Mi's Story
I don’t know how to read. I can speak a little English. My name is Mi like my song. I sing for tourists when they come to Sapa.
My village is a two-hour walk away. My tribe is the Hmong people. We have lived in the mountains of northwest Vietnam for many years. I don’t know how many. My grandfather lived 120 years and my grandmother 110. I am between about 8.
My mother is Sa. I learned English from tourists who came here before I was born yesterday. They come to hike in the mountains, relax and do a home stay in my village. Maybe you want to know why I can’t read.
I don’t go to school. My mother says I need to make money. She says I need to help our family so I walk to Sapa and sell handicrafts we make. Sometimes I stay in Sapa with my friends. I go to school sometimes and I like it. I have friends there, get to play, have fun and learn new things.
I like speaking English with the tourists. My real school is on the street.
Sometimes I lie to the tourists and tell them I go to school. I went to my village school for nine years. That’s it, that’s all the years I have there. I am finished. My formal education runs into a problem. It’s called M-o-n-e-y.
The school in Sapa costs too much money. I have little chance now. But it’s OK because I can stay in a room in Sapa with other girls so I don’t have to walk for two hours. And then I can meet tourists outside their hotel or restaurant or when they are walking around and I can sell my things to them.
When I am older I can take them to my village for a home stay. This is what older Hmong girls do. It’s a good chance for me to speak English and even learn some French.
Maybe someday I can go to school and learn to read.

Mi
17 September Sapa
I sit in a Vietnamese breakfast stall eating sticky rice pancakes filled with onions covered in a brown fried garnish.
I am invisible to the suspicious rich woman in her boredom living in this cold mountain town bossing boys and girls around. They cut green vegetables and work the wok as her empty profit eye dances at a Hanoi businessman wearing filthy dress shoes recovering from a night of drink and bar girls while hearing the Hello of an old one-eyed Hmong women offering a handmade key trinket, her labor from a long dark cold night.
She embroiders her daylight hope of economic potential.
Across the path a young boy plays with plastic toys, action man, a green bulldozer and a sharp rusty knife handle. Sitting alone he manipulates toys while his mother prowls the market seeking fresh meat as his father bangs his morning mistress in her secret garden. All the pieces fall into place.
Around the Sapa traffic circle near the church above the tented commercial zone under blue tarps where Hmong sell their work are sixteen motorcycle honchos. Easy riders. They wait for tourists. Any tourists. Some tourists. One tourist.
Maybe a Hmong woman with her heavy bamboo basket loaded with hemp or an infant on her back needing transport to her village after a day of walking, selling, buying, seeing friends.
A thick white rolling fog obscures vision. Visibility drops to 200’ in a mystery mist. A shroud shouts, See the totality of phenomena.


• _Try it_: Hand back the entries exactly as written, minus every picture.

• _Provided data_:

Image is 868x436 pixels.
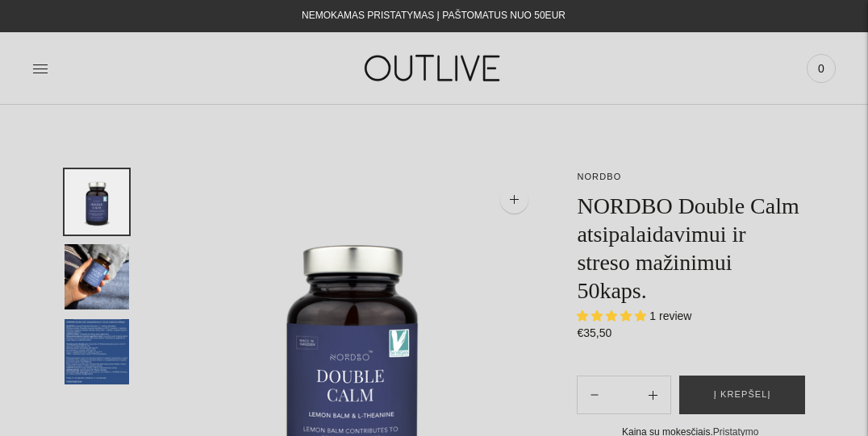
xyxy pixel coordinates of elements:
[680,375,805,414] button: Į krepšelį
[65,170,129,234] button: Translation missing: en.general.accessibility.image_thumbail
[578,375,611,414] button: Add product quantity
[577,310,649,322] span: 5.00 stars
[714,387,771,403] span: Į krepšelį
[810,57,833,79] span: 0
[649,310,691,322] span: 1 review
[577,192,803,305] h1: NORDBO Double Calm atsipalaidavimui ir streso mažinimui 50kaps.
[302,7,566,25] div: NEMOKAMAS PRISTATYMAS Į PAŠTOMATUS NUO 50EUR
[806,51,836,86] a: 0
[65,244,129,310] button: Translation missing: en.general.accessibility.image_thumbail
[577,326,611,339] span: €35,50
[577,171,621,181] a: NORDBO
[333,40,535,96] img: OUTLIVE
[636,375,670,414] button: Subtract product quantity
[611,383,636,407] input: Product quantity
[65,319,129,384] button: Translation missing: en.general.accessibility.image_thumbail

• _Solution_:
Image is 868x436 pixels.
xyxy pixel coordinates of elements:
[680,375,805,414] button: Į krepšelį
[65,170,129,234] button: Translation missing: en.general.accessibility.image_thumbail
[578,375,611,414] button: Add product quantity
[577,310,649,322] span: 5.00 stars
[714,387,771,403] span: Į krepšelį
[810,57,833,79] span: 0
[649,310,691,322] span: 1 review
[577,192,803,305] h1: NORDBO Double Calm atsipalaidavimui ir streso mažinimui 50kaps.
[302,7,566,25] div: NEMOKAMAS PRISTATYMAS Į PAŠTOMATUS NUO 50EUR
[806,51,836,86] a: 0
[65,244,129,310] button: Translation missing: en.general.accessibility.image_thumbail
[577,326,611,339] span: €35,50
[577,171,621,181] a: NORDBO
[333,40,535,96] img: OUTLIVE
[636,375,670,414] button: Subtract product quantity
[611,383,636,407] input: Product quantity
[65,319,129,384] button: Translation missing: en.general.accessibility.image_thumbail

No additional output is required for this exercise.